Reviews

A Doll’s House (Keswick)

Henrik Ibsen’s A Doll’s House concerns a moment of crisis in the marriage of Nora and Torvald Helmer. Torvald is the Victorian patriarch, affectionate but patronising; Nora plays up to him, manipulative and conventionally ‘feminine’.

In a plot twist familiar from many nineteenth-century novels, Nora has a secret. Some years previously, she fraudulently borrowed money to allow her ill husband the chance to convalesce in Italy. Now the lender attempts to blackmail her; Torvald is his new boss and is about to sack him.
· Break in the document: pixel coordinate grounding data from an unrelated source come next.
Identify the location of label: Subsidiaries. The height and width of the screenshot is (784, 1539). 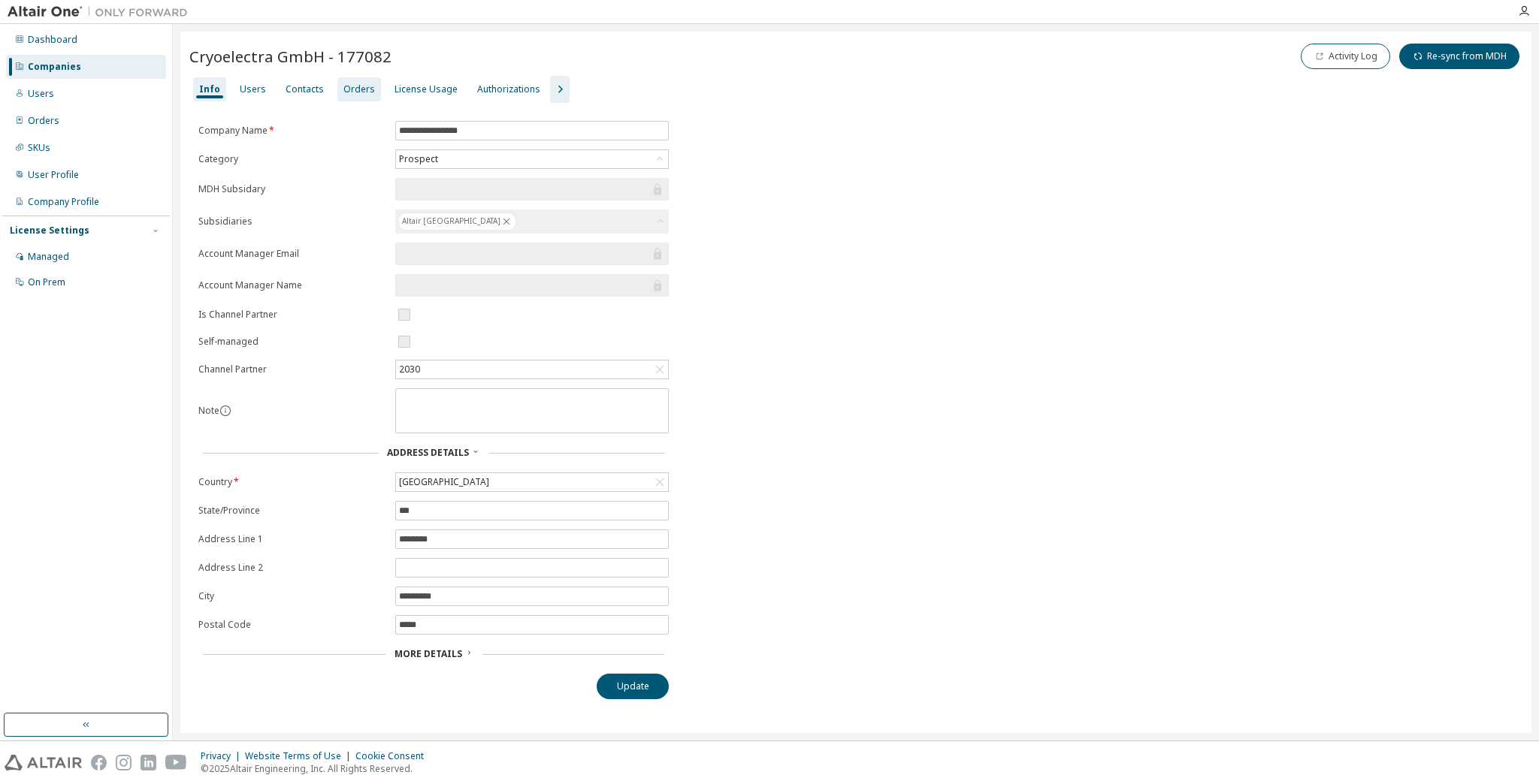
(292, 222).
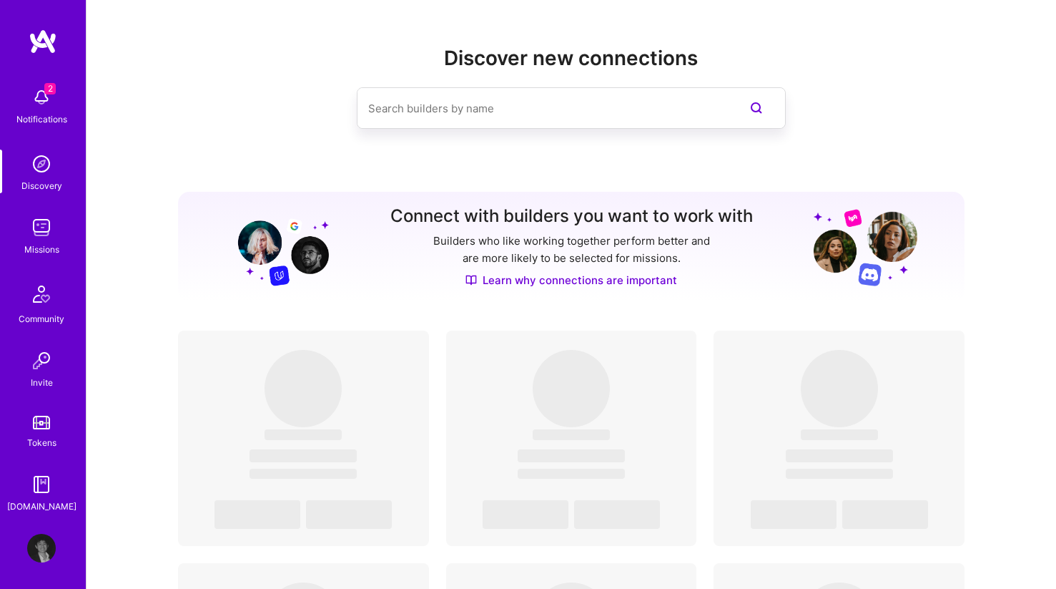 The width and height of the screenshot is (1056, 589). What do you see at coordinates (41, 97) in the screenshot?
I see `img: bell` at bounding box center [41, 97].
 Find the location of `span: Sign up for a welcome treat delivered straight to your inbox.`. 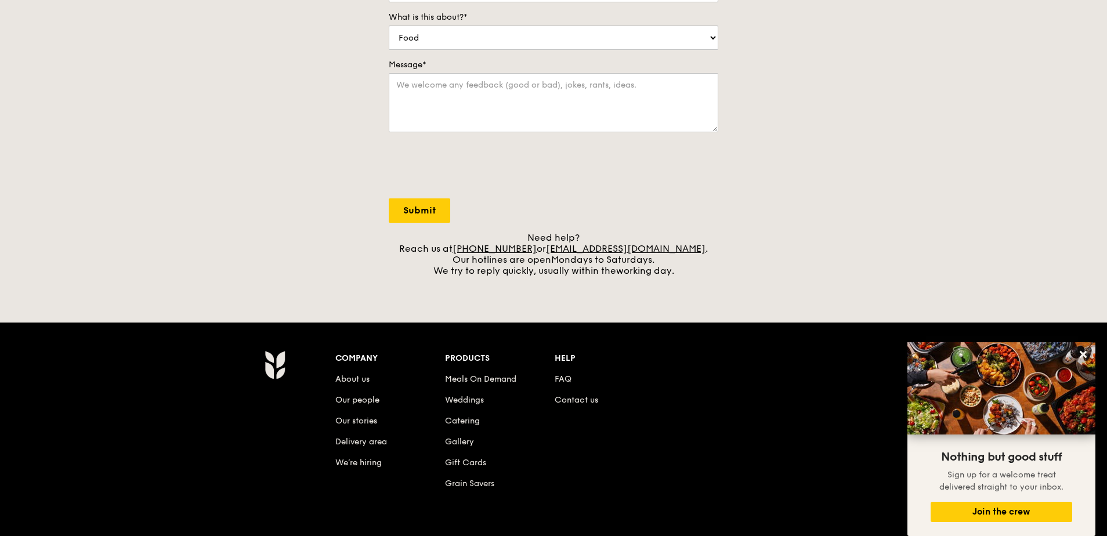

span: Sign up for a welcome treat delivered straight to your inbox. is located at coordinates (1001, 481).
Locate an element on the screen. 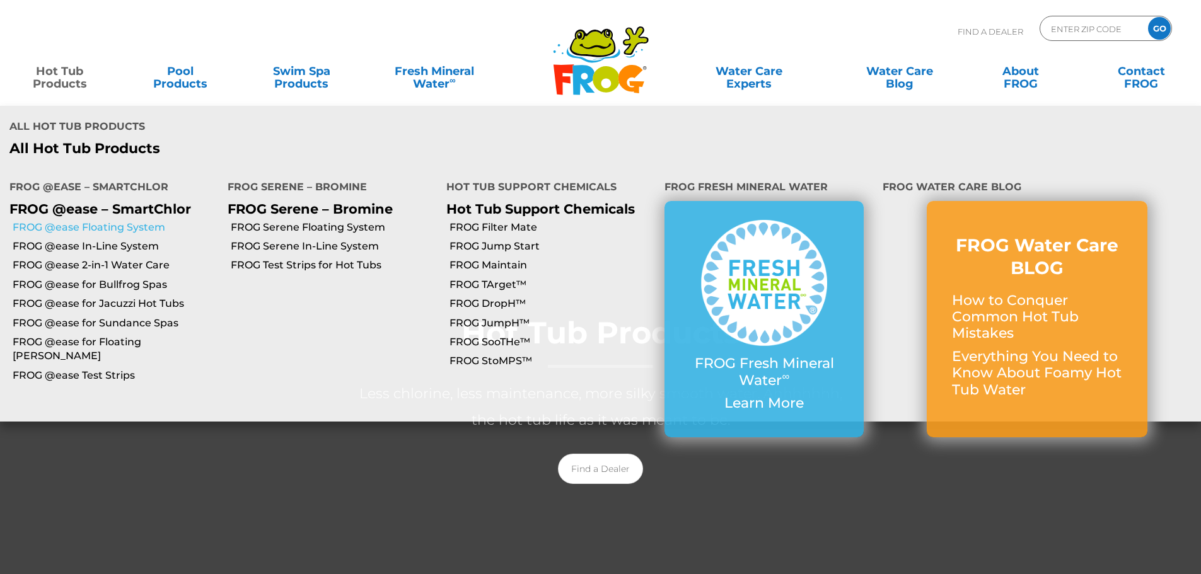 The image size is (1201, 574). a: FROG TArget™ is located at coordinates (552, 285).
Once Torvald finds out about the fraud, he hysterically repudiates Nora, swearing she will never see their children again.

When the blackmailer announces that he has found love and will not carry out his threats to reveal all to the world, Torvald backs down, but his wife has heard enough. In what was in its time a shocking ending – one early actress playing Nora refused to perform it, and Ibsen had to supply an alternative, more conventional, one – Nora walks out on her husband and children.

Ibsen’s play, however melodramatic it seems today, is conventionally seen as a masterpiece of theatrical realism. Director Mary Papadima ensures her cast make the most of the colloquial bite of Bryony Lavery’s translation. But the production boldly attempts to suggest Nora’s inner reality as well; Thomasin Marshall’s design includes doll’s house wallpaper, the patterns utterly out of scale for the humans we are watching, and Matt Hall’s sound design lets us hear Nora’s heartbeat at crucial moments. The play’s final image has Torvald left on stage, the lights shining through the walls of his comfortable family home, now an artificial and hostile space.

Augustina Seymour holds the attention with a poised  and sparky Nora, moving from anxious reflection towards the growing energy of her final putting, and leaving, her husband in his place. Nicholas Goode as Torvald remains stuffy and unaware throughout. James Duke’s blackmailer Krogstad is completely believable as the victim of Victorian censoriousness desperate not to be shut out again, and Joannah Tincey’s Anne-Marie brings a thoughtfulness to Nora’s friend and Krogstad’s ultimate salvation. Philip Rham as secretly dying friend of the family Dr Rank is watchful and compelling in his final determination to meet his end with no regrets.

Ibsen can sometimes feel over-earnest, but this fresh and gripping production never flags and he result is an excellent production.